Fastest way to transfer files between two Linux boxes
I have two Linux machines and a gigantic file on one that I want on the other. The two machines are connected by Ethernet. scp is incredibly slow, about 1.6MB/second. I don't feel like setting up samba or nfs on either. I don't care about security, authenticity, or integrity; I can md5sum if necessary, and both machines are isolated from the Internet.
I assumed the scp slowness was a CPU thing with ssh encryption, but someone on the web said the problem was in fact at a lower level (64K buffer sizes in ssh). The best solution I came up with was python -c "import SimpleHTTPServer;SimpleHTTPServer.test()" on the source machine and then wget source:8000 myfile on the other machine. That got me about 8MB/sec, which was barely fast enough to get the job done, so I stopped investigating.
But for next time, there must be a clever command-line solution that a Linux guru can recommend. Maybe piping through nc?

Maybe ftp or tftp?
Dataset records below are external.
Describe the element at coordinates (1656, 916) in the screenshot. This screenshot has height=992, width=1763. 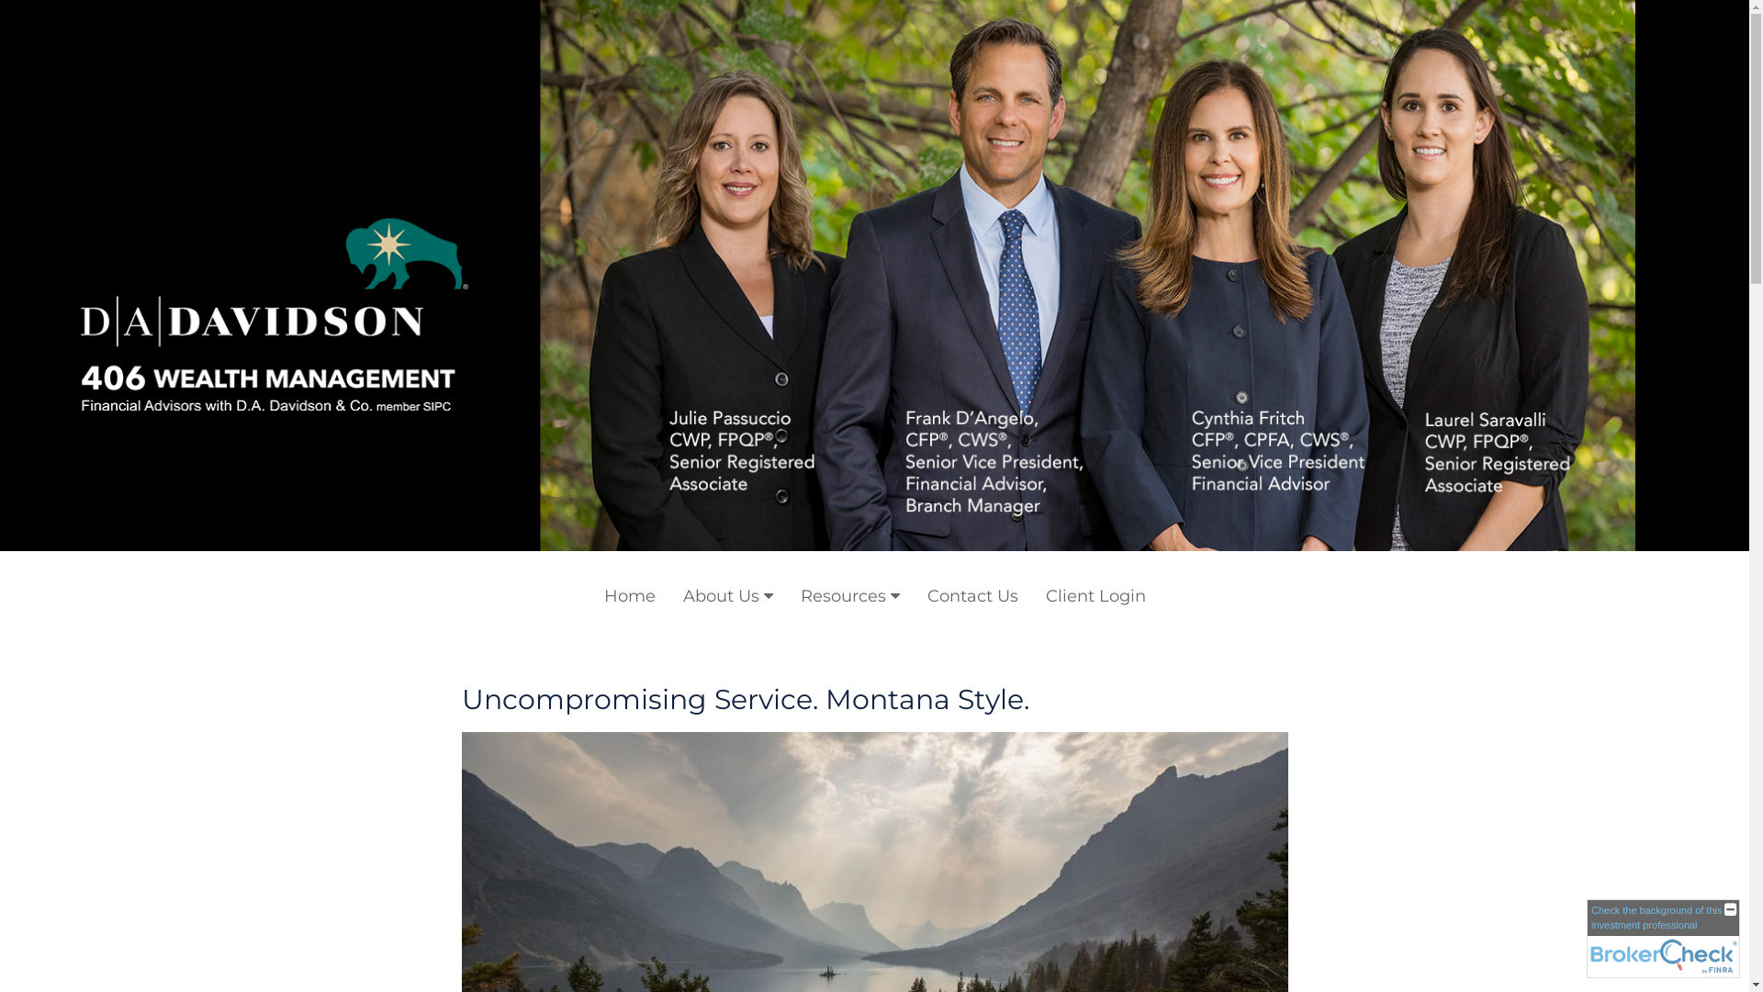
I see `Check the background of this investment professional` at that location.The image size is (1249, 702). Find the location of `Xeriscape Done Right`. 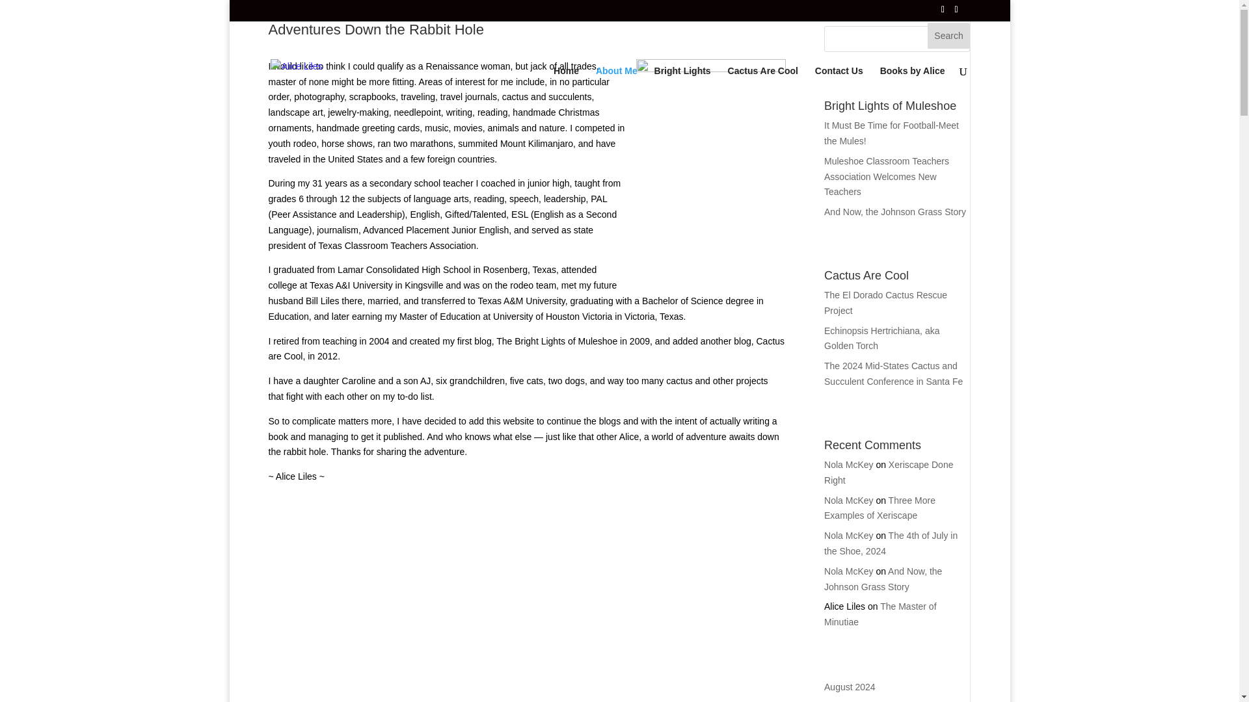

Xeriscape Done Right is located at coordinates (889, 473).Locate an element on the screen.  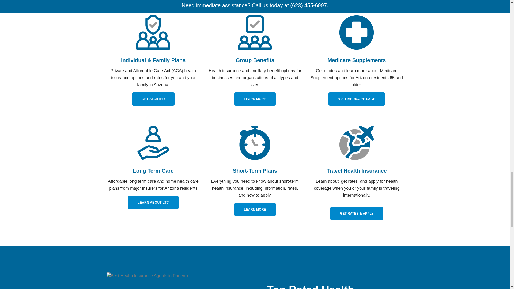
GET STARTED is located at coordinates (153, 99).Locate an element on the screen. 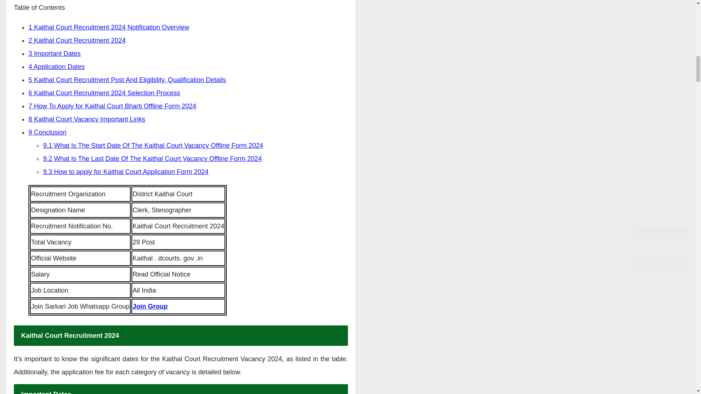 The image size is (701, 394). 9 Conclusion is located at coordinates (47, 132).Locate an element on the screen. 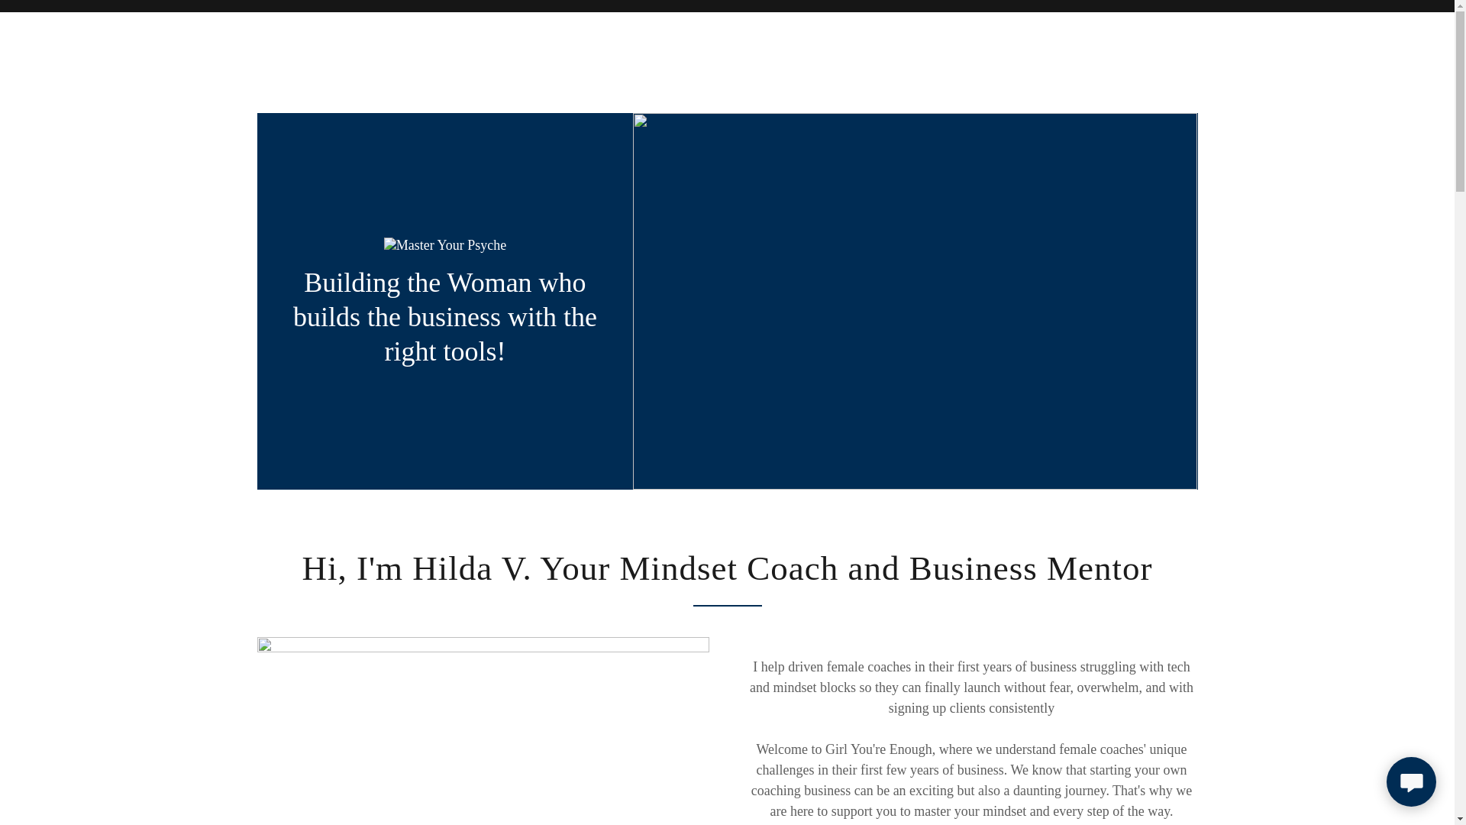 The height and width of the screenshot is (825, 1466). Master Your Psyche is located at coordinates (446, 244).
I'b be curious how nc worked out as well, if you were ever motivated to give it a try.
I've used the following to send whole compressed filesystems with permissions intact.
At the source:
tar cjvf - . /dev/null | nc -l -p 9999
At the destination:
nc 10.9.8.7 9999 | tar xjvf -
When you see /dev/null arrive at the destination, hit Ctrl-C and you're done. There's probably a neater way to make everything shut down automatically.